The best way to inherit and extend events in Backbone
My latest client project is a fairly big and complex app, with a lot of small modules for views. In order to keep my code nice and DRY, some good-old-fashioned inheritance has done the trick.
One of these views is a modal view. There are a few modals, which all have an “X” button in the corner to close them, and the behaviour is the same when you click the X. I tried a few solutions that StackOverflow and many other places suggested, eventually settling (for now, at least) on one simple solution that I preferred, for all instances where events need to be inherited from a parent view, and extended to meet further requirements.
Here’s how I did it.

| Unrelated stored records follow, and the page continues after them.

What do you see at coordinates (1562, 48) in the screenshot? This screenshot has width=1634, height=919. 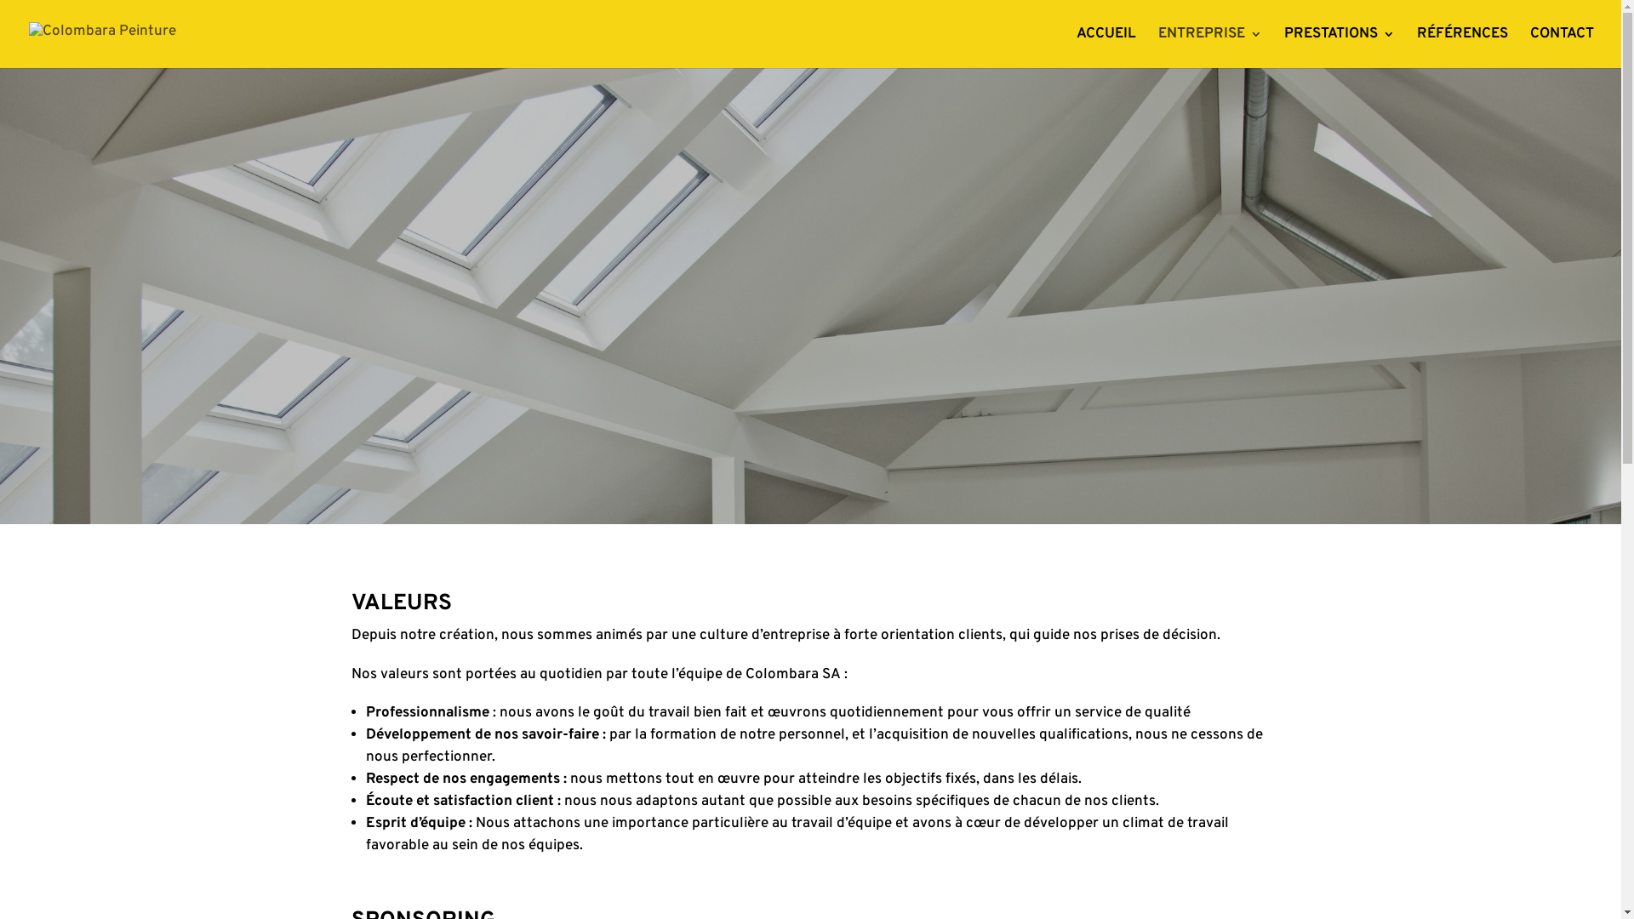 I see `CONTACT` at bounding box center [1562, 48].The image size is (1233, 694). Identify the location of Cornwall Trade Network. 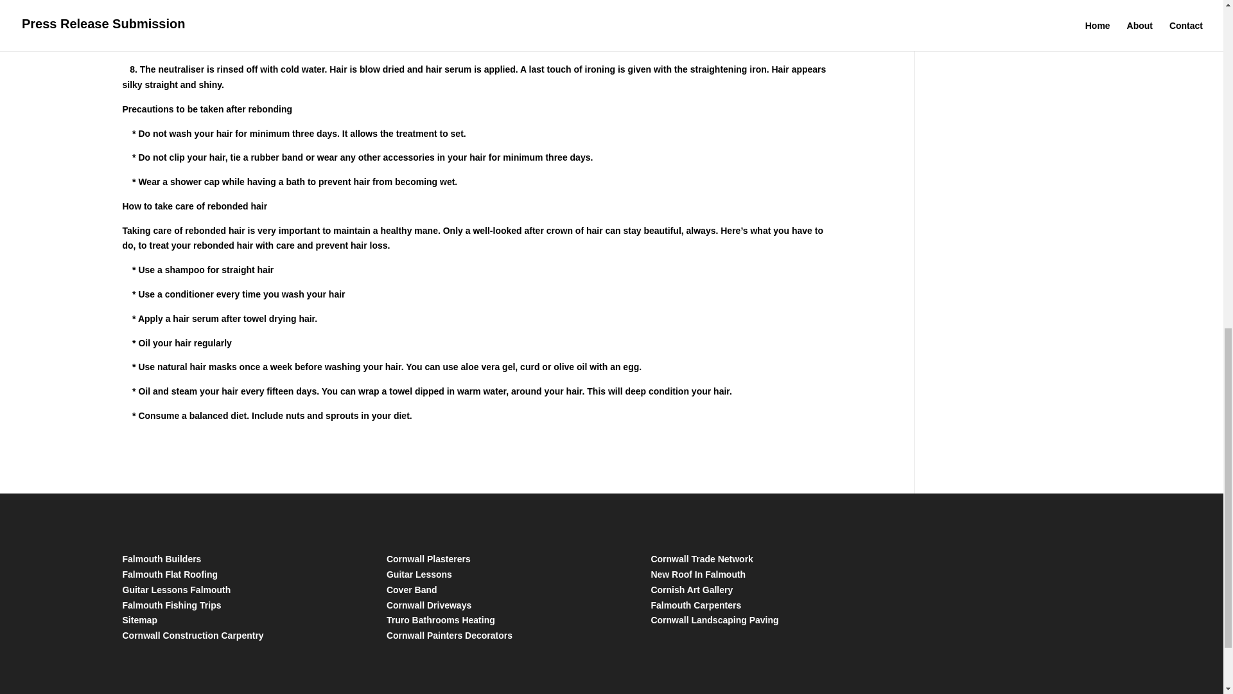
(701, 559).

The child views are just examples
// ModalView.js
var ModalView = Backbone.View.extend({
events: {
'click .close-button': 'closeButtonClicked'
},
closeButtonClicked: function() { /* Whatever */ }
// Other stuff that the modal does
});
ModalView.extend = function(child) {
var view = Backbone.View.extend.apply(this, arguments);
view.prototype.events = _.extend({}, this.prototype.events, child.events);
return view;
};
// MessageModalView.js
var MessageModalView = ModalView.extend({
events: {
'click .share': 'shareButtonClicked'
},
shareButtonClicked: function() { /* Whatever */ }
});
// ChatModalView.js
var ChatModalView = ModalView.extend({
events: {
'click .send-button': 'sendButtonClicked'
},
sendButtonClicked: function() { /* Whatever */ }
});
There are other solutions of course, but this is my favourite. Why?
- The child view (and by extension, you) does not need to know anything about the view it is extending to inherit its behaviour.
- It can be done over and over again, with Views inheriting from views which inherit from Views and so on.
- Rather than having to write code to inherit events in each child view, you only write the inheritance code once.
But beware, this solution comes with some warnings:
- Don’t over-inherit. This is good advice for inheritance in general. Keep an eye on what behaviours your view is picking up.
- Be careful what you overwrite. This is more good advice for inheritance in general. Don’t overwrite parent functions accidentally, and remember that in JavaScript, if you’re overwriting a function but you still want to call the parent function, you need to do so using
Parent.prototype.theFunction.apply
.
Do you prefer a different solution? What is it, and why?